IBM Systems and Technology Group releases a white paper with eHiTS and Cell
Oct 2008

EPA's ToxCastTM project will use SimBioSys' eHiTS as docking engine
Nov, 2007

[Events]

243rd ACS
Mar 25-29, 2012
San Diego, CA
see >> more

Index

Molecule File Format Problems

1. Specificity

Most molecular file formats have been designed with one particular application in mind. E.g. the PDB format is designed for storing protein data typically obtained from X-ray crystallography studies - hence it has special fields for temperature factor and occupancy, but lacks the ability to express bond orders, the residue connectivity is implied by the labels rather than explicit. Similarly, most formats lack the ability to express certain type of information while offering fields for some very specific information that has very limited use.

2. Unused (optional) fields occupy memory

Some formats offer optional fields to express information that is not always present or required. However, these fields still occupy memory and disk space in traditional atom-record based formats.

3. The version problem

Extensions in new versions of the format render earlier programs obsolete. Data files have to be converted, all software has to be upgraded if new fields are added to a format. Version compatibility within the same format becomes a nightmare.

4. Information loss at conversions between various formats

Due to the specificity described above, converting from one format to another will always lose some information, namely what was specific to the source format and not contained by the target format. Furthermore, information specific to the target format has to be generated, computed, estimated, often guesstimated, or simply assigned a meaningless dummy value.

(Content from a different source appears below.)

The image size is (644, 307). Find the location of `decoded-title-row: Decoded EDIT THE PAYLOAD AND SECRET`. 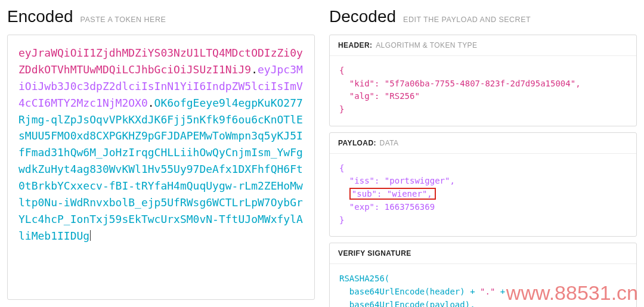

decoded-title-row: Decoded EDIT THE PAYLOAD AND SECRET is located at coordinates (483, 17).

Therefore, conversions back and forth will hardly ever produce equivalent file to the original.

5. Deviations from standard to add information, leads to incompatibility

Companies and software packages often try to add information to file formats that do not support them, placing it in comments or hacking them into other fields not used. This leads to incompatibility problems among software packages and companies.

Why can't we make a Super-Format ?

One possible solution idea would be to come up with a super-format which contains all possible field types present in any existing format, plus anything else we can think about, that might become useful in the future. Such format would have the following problems:

  • Huge size (all rarely used fields present for every atom and bond)
  • Inefficient record handling: accessing specific data (e.g. coordinates of atoms), requires the software to page through (skip) large amount of other data causing very bad cache performance.
  • Further extension problem: it is inevitable, that new fields will need to be added later - due to new technologies emerging. The extension would face all the incompatibility problems mentioned above.

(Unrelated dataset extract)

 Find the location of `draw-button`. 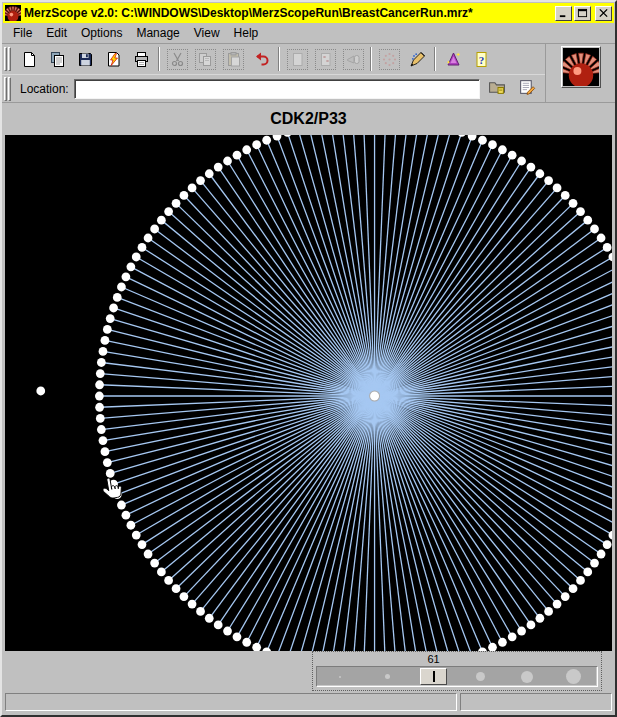

draw-button is located at coordinates (417, 59).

Solution: Tagged Molecular Format (TMF)

Data structure

  • Same idea as TIFF graphics format: information is packaged by type/kind and a tag explains its format, size, and what is it for. The header of the format lists the tags that are present in the particular file (with a pointer to them for fast access).
  • Vertical data organization: Imagine the traditional atom records placed in a matrix, each row representing an atom and the columns representing the various fields. TMF contains the same data by vertical columns instead of horizontal atom records, i.e. data of one particular field for all atoms/bonds are packed into one information block with a descriptor tag.
  • All data fields are optional: the vertical organization allows each data field to be optional - the header lists what tags are present in the actual file.
  • Field dimensionality and type described in tags: coordinate data maybe 2D or 3D, charge data can be integer or floating point (representing partial charges). To accommodate all these variations, the tag describes elementary data type and the dimensionality as well as the total number of units of data.
  • Multiple data fields are allowed, e.g. conformers can be stored by multiple 3D data tags without repeating all other information units.

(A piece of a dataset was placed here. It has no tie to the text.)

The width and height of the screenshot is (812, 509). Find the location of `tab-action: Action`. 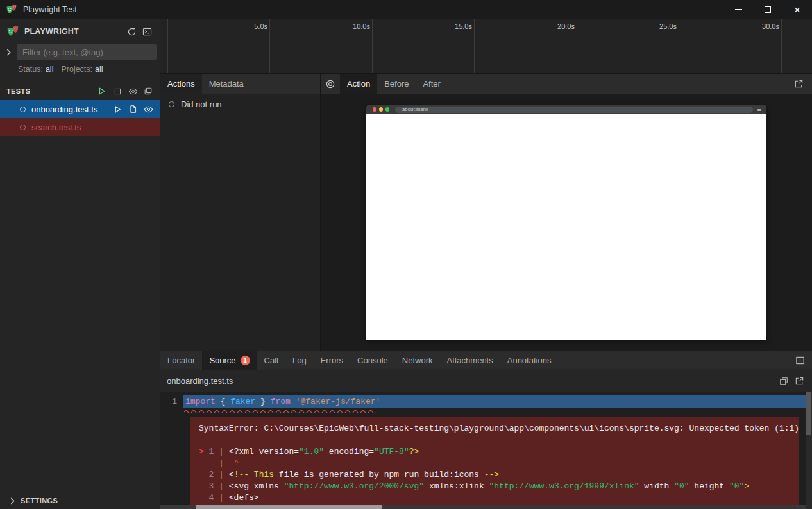

tab-action: Action is located at coordinates (359, 83).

Advantages over traditional records

  • Ultimately wide range of application
  • Backward and forward compatibility: old software will look for the specific tags it needs and ignores the rest, hence it will still work when new tag types are introduced.
  • Naturally Extendible: new tag types can be introduced without affecting the validity of existing programs and data files - no conversion or upgrade necessary.
  • Storage Efficiency: no storage space wasted for optional data that is not actually present in the given file.
  • Performance gain in cache locality: the same type of information is stored in a continuous chunk of memory, therefore the processing of a given information type (e.g. 3D coordinates when applying a transformation) will gain better performance due to cache locality - more of the relevant data fits in a cache page.